Why this devotion to the Russian autocrat? Dark explanations involving the Russians having kompromat (compromising material) on Trump, or even that the Soviet KGB recruited Trump decades ago, try to prove too much based on too little evidence. Sympathy doesn’t necessarily imply coercion. But in any case, America faces a difficult time.
Another theory holds that the Trump administration seeks to throw Ukraine (and perhaps Europe) under the bus to cultivate Putin in an attempt split Russia off from China, which many in the administration view as America’s primary geopolitical challenger. Trump negotiator Keith Kellogg told the Munich Security Conference that the administration sought to “break” Russia’s relations with China (and with Iran and North Korea).
If so, Trump grossly misunderstands the Putin-Xi relationship and China’s importance to Russia. The two declared a partnership with “no limits” three years ago. By one count, they have met more than forty times. Putin will not jettison that relationship to bet on a mercurial Trump or on any American, so deep an unshakable is his distrust of the United States.

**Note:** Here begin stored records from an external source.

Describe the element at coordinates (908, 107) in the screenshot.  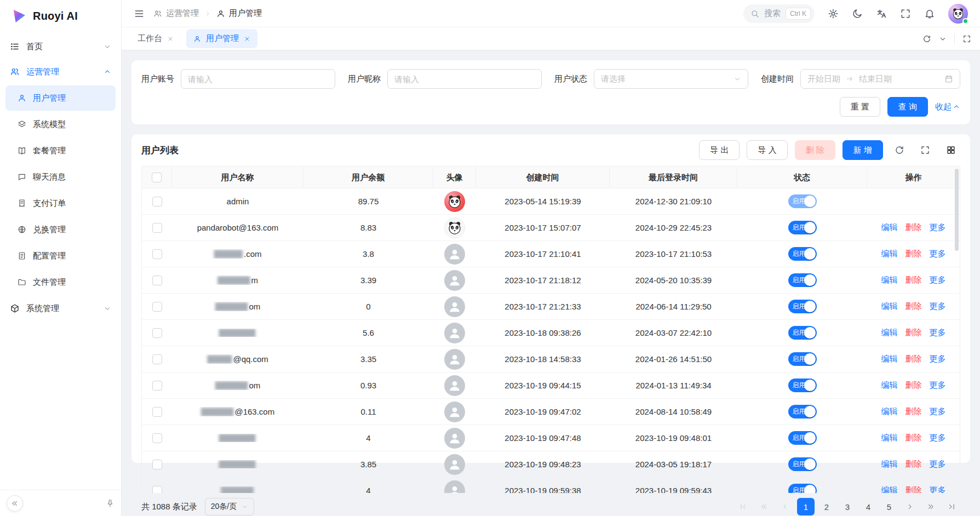
I see `search-button: 查 询` at that location.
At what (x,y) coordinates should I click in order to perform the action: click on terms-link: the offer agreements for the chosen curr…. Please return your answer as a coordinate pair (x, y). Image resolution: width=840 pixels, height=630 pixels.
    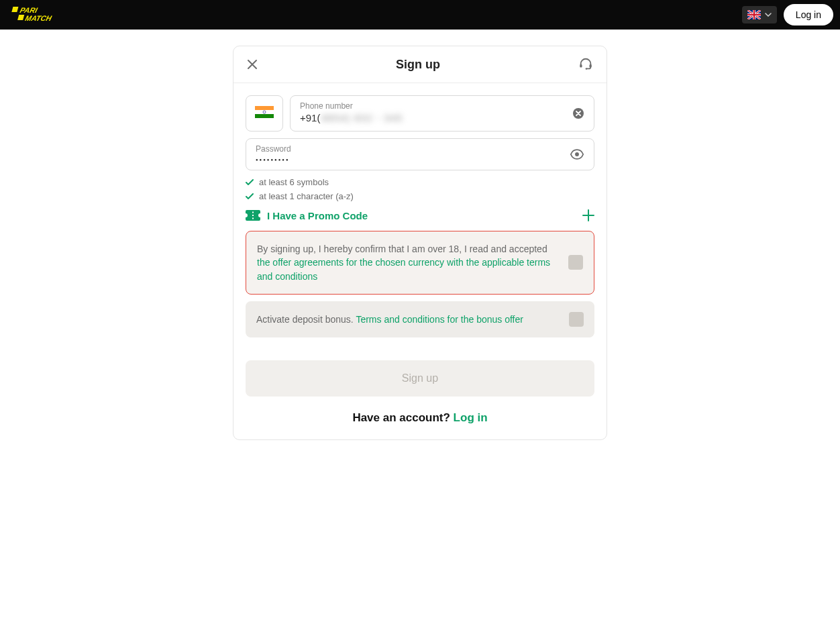
    Looking at the image, I should click on (404, 269).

The likeliest result of a U.S. attempt to pry Russia away from China would be the needless sacrifice of Ukraine and Europe, which would leave America less able to contain China. To the extent European allies have to cope with Russia on their own, would they show readiness to support Washington’s effort against China? Trump would have scored an own goal, leaving America weakened against both China and Russia.
Trump has suggested a joint summit with Putin and Xi. One commentator noted his musings about Greenland and Canada and suggested the three leaders—each with expansionist ambitions—might come together in a twenty-first century Yalta meeting to divvy up the world into spheres of influence. Russia would have Central Asia and Eastern Europe (plus perhaps Central Europe and, who knows, maybe more), China would receive Taiwan and dominance over East Asia along with it, and the United States would dominate in North America, though Trump realistically would get neither Greenland nor Canada. After such a Yalta 2.0, a neo-imperialist America, no longer looked to for its ideals, would find itself with few allies and friends. That would produce a grim situation, as China and Russia collaboratively would take advantage of the might-makes-right world that Trump had helped to create.
WHATEVER THE EXPLANATION FOR TRUMP’S desire to embrace Putin, it bodes ill for U.S. interests. Trump’s nomination of Pete Hegseth and Tulsi Gabbard to cabinet-level positions provoked deep concern, but his choice of Mike Waltz as national security advisor and Marco Rubio as secretary of state seemed reassuring. They had significant foreign policy expertise from their time on Capitol Hill. The Senate confirmed Rubio by a vote of 99 to 0.
Unfortunately, Rubio’s and Waltz’s expertise has been little in evidence. They are either failing to offer Trump wise counsel on dealing with Ukraine, Russia, and Europe (not to mention the national security agencies that allow us to compete against Russia and China), or their advice is being ignored or rejected. Meanwhile, GOP defense hawks and the dwindling number of traditional Republicans on Capitol Hill have been mostly silent.
The sad result is a U.S. foreign policy course that most likely will leave a stain on America’s reputation and yield little of value to the United States.